Hélène Metzger (26 August 1889 – 7 March 1944) was a French philosopher of science and historian of science.[1] In her writings she focused mainly on the history of chemistry. Due to her Jewish background, she became a victim of the Holocaust in the Second World War, dying in Auschwitz concentration camp.

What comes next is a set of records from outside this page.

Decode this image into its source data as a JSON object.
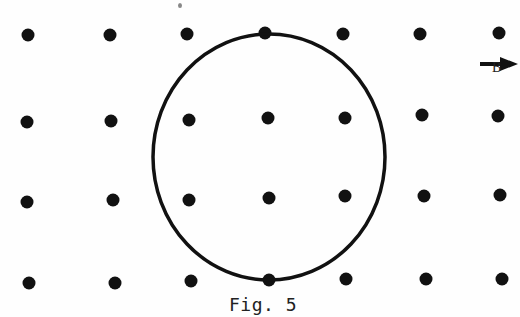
{
  "figure": {
    "caption": "Fig. 5",
    "field_label": "B",
    "dot_color": "#111111",
    "loop_color": "#111111",
    "dots": [
      [
        28,
        35
      ],
      [
        110,
        35
      ],
      [
        187,
        34
      ],
      [
        265,
        33
      ],
      [
        343,
        34
      ],
      [
        420,
        34
      ],
      [
        499,
        33
      ],
      [
        27,
        122
      ],
      [
        111,
        121
      ],
      [
        189,
        120
      ],
      [
        268,
        118
      ],
      [
        345,
        118
      ],
      [
        422,
        115
      ],
      [
        498,
        116
      ],
      [
        27,
        202
      ],
      [
        113,
        200
      ],
      [
        189,
        200
      ],
      [
        269,
        198
      ],
      [
        345,
        196
      ],
      [
        424,
        196
      ],
      [
        500,
        195
      ],
      [
        29,
        283
      ],
      [
        115,
        283
      ],
      [
        191,
        281
      ],
      [
        269,
        280
      ],
      [
        346,
        279
      ],
      [
        426,
        279
      ],
      [
        502,
        279
      ]
    ],
    "loop": {
      "cx": 269,
      "cy": 157,
      "rx": 116,
      "ry": 123
    },
    "arrow": {
      "x1": 480,
      "y1": 64,
      "x2": 518,
      "y2": 64
    }
  }
}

Because of her early death, her oeuvre is limited in size, but has nonetheless been influential. She published nine books, thirty-six articles and numerous reviews.[2] Contemporaries such as Gaston Bachelard and Émile Meyerson referred often to her works and also Thomas Kuhn, in the introduction of his book The Structure of Scientific Revolutions (1962) referred to her as one of his main inspirations. She was the niece of Lucien Lévy-Bruhl, an influential French anthropologist.

Bibliography

  • La genèse de la science des cristaux (1918)
  • Les doctrines chimiques en France du début du XVIIe à la fin du XVIIIe siècle (1923)
  • Les Concepts scientifiques (1926)
  • Newton, Stahl, Boerhaave et la doctrine chimique (1930)
  • La chimie (1930)
  • La Philosophie de la matière chez Lavoisier (1935)
  • Attraction universelle et religion naturelle chez quelques commentateurs anglais de Newton (1938)
  • La Science, l’appel de la religion et la volonté humaine (1954)
  • La Méthode philosophique en histoire des sciences(1987) (ed. Gad Freudenthal)
  • “Extraits de lettres, 1921–1944,” in Gad Freudenthal Études sur / Studies on Hélène Metzger (1990), pp. 247–269.

References

  1. ^ Freudenthal, Gad (1 March 2009). "Hélène Metzger 1889 – 1944". Jewish Women: A Comprehensive Historical Encyclopedia. Jewish Women's Archive.
  2. ^ Bowden, Mary Ellen (1990). "Gad Freudenthal, Études sur / Studies on Hélène Metzger (review)". The Beckman Center for the History of Chemistry News. 7 (2): 12.

Sources

  • Bensaude-Vincent, B., 'Chemistry in the French tradition of philosophy of science: Duhem, Meyerson, Metzger and Bachelard,' Studies in the History and Philosophy of Science, 36, 2005, pp. 627-648.
  • Chimisso, C., 'Hélène Metzger: The History of Science between the Study of Mentalities and Total History,' Studies in History and Philosophy of Science, 32, 2001, pp. 203–241.
  • Chimisso, C., Writing the History of the Mind - Philosophy and Science in France, 1900 to 1960s, Aldershot, Ashgate, 2008.
  • Chimisso, C. & Freudenthal, G., 'A Mind of Her Own. Hélène Metzger to Émile Meyerson, 1933', Isis, 94, 2003, pp. 477–491.
  • Freudenthal, G. (ed.) Études sur / Studies on Hélène Metzger, Leiden, Brill, 1990.